DUNDAS, Minn. — Six acres of Larry Conrad's cornfield just off Interstate 35 look like a swamp nearly two months after corn should have been planted.
Every day, a pump kicks on to shoot water from those acres into a ditch beyond the field. And still, more water keeps emerging as rain leaches from the field like an old sponge. Conrad left the field unplanted and will collect a federal crop insurance payment instead.
"You'd much rather have a crop out there," Conrad said. "It just bugs you to see a field sitting idle."
The cool, wet spring forced farmers across the Midwest to leave millions of acres of corn and soybeans unplanted and will likely trigger a record payout in a subset of crop insurance called "prevented plant." The payments are triggered under crop insurance when weather prevented farmers from planting a field.
Economists at the University of Illinois estimate the prevented-plant payout may be $3.6 billion this year, nine times more than last year and shattering the previous record of $2.2 billion in 2011.
That prospect is just one more effect of the spring rains that also delayed planting and scrambled business plans for farmers who have seen incomes move steadily downward since 2012.
"I would say every agent in the Midwest has had quite a bit of prevent-plant," said Ginny Olson, an insurance agent with Lockton Cos. in Wayzata who has farm clients in Minnesota, Iowa and Nebraska. "It's been pretty widespread this year."
Fewer planted acres is likely to mean smaller harvests this fall. And commodity prices have risen as a result. Even so, one more danger looms for the acreage that was planted: a frost in September or October that would damage crops that, because of the late planting, need to stay in the ground as long as possible.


### Exercise description
What is the number of lines in the records below holding the string "organism"? Reply with it and nothing else.
___ Data provided
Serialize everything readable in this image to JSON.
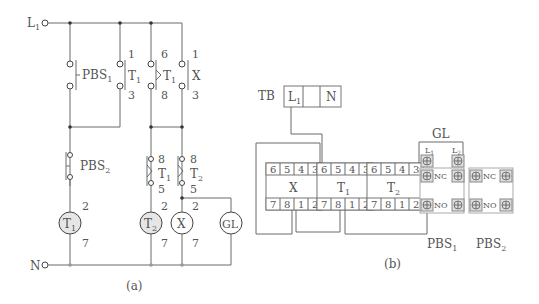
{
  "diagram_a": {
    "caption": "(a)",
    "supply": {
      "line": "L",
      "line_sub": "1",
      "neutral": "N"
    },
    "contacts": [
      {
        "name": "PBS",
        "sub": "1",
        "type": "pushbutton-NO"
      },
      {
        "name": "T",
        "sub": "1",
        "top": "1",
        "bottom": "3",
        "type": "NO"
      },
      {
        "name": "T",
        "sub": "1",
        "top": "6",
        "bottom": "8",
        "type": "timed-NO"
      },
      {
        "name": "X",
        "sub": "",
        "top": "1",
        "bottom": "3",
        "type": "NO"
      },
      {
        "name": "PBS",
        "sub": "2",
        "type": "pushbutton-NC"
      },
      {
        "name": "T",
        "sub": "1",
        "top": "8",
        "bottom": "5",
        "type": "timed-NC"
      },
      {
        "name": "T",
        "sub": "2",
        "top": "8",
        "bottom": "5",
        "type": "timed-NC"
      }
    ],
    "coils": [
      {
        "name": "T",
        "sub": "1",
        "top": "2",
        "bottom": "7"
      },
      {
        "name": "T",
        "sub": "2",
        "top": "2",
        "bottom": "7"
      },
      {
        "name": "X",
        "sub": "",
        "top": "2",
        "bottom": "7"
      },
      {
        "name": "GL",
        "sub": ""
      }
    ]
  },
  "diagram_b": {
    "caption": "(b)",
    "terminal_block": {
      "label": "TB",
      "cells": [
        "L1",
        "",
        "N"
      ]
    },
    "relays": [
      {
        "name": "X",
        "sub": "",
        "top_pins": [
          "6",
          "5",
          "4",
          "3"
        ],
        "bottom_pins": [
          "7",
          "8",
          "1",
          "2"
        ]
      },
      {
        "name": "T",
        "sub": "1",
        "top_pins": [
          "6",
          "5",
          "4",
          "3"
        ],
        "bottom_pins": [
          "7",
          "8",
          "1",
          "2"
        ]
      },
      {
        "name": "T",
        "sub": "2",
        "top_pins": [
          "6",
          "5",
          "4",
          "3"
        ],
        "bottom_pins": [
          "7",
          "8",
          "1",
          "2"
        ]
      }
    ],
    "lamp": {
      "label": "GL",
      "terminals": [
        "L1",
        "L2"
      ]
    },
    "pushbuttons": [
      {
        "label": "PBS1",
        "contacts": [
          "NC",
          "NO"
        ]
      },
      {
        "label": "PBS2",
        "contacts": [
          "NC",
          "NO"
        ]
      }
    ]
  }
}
______
___ Data provided
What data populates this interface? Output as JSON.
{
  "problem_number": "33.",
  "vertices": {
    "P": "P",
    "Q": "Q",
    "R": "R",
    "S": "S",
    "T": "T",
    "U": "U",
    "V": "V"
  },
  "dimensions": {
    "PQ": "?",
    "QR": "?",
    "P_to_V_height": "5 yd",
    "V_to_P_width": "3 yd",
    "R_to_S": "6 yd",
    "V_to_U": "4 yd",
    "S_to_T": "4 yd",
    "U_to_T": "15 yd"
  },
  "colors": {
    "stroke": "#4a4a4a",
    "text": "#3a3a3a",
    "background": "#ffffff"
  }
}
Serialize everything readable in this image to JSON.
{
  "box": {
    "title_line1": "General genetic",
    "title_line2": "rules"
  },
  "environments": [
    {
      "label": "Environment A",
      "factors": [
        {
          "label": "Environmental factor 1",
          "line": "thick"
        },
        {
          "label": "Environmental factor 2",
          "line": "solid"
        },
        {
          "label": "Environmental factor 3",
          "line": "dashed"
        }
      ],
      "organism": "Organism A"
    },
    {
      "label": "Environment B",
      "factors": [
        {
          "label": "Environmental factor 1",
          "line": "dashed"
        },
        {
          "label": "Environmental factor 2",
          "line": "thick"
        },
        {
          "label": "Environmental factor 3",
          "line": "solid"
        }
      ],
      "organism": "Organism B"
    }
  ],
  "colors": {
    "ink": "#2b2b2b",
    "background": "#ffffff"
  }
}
______
### Task result
2